Myself and others have advised the OP to install the VCSA several times, think gent desired to take the M$ vCenter path. Also suggested 'having another spot...local/NFS...temp or not' to have a 'landing-zone' for vCenter initially.

SMH, gotta crawl before you walk before you run before you sprint. :-D

EDIT: Running vCenter on top of vSAN is certainly recommended granted you have 'burned-in' your vSAN config and are confident that the underlying vSAN network/env is stable. Also not a bad idea to have it backed up via array snapshots/replication schedules or a virt backup product such as Veeam/etc. just as a double CYA.

2cents whether ya'll wanted it or not :-D
Amen to that. I didn't even respond. Its akin to saying "Hey, I'd like to rebuild the heads in my Ferrari, can you tell me how to do that on a forum?"

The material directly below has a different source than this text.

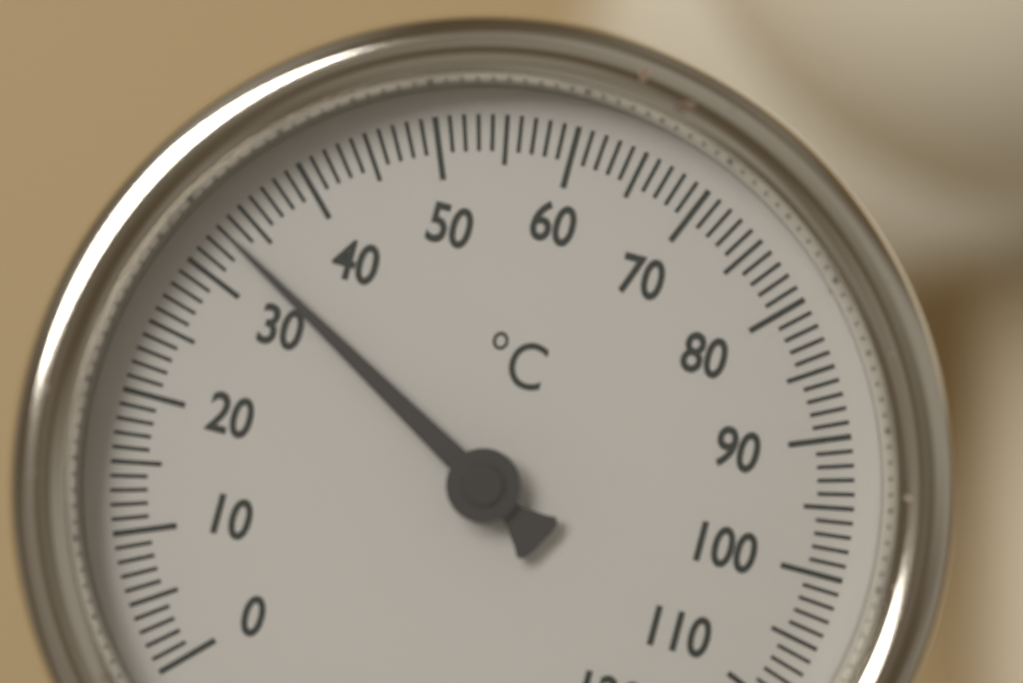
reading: 33 °C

@d1enonly You've got quite a bit of hardware there. It's clear you should really be hiring a consultant to help you out with this. What you're trying to accomplish isn't describable in a forum setting without you having a solid working knowledge of VSAN and the requirements. This isn't to impune you, rather it's to save yourself from a possible setup timewaste, and a later disaster. The fact that you don't have HBA's nor required Flash means you tripped over step 1. Do your organization a favor and hire a consultant, or take the class and then do the setup.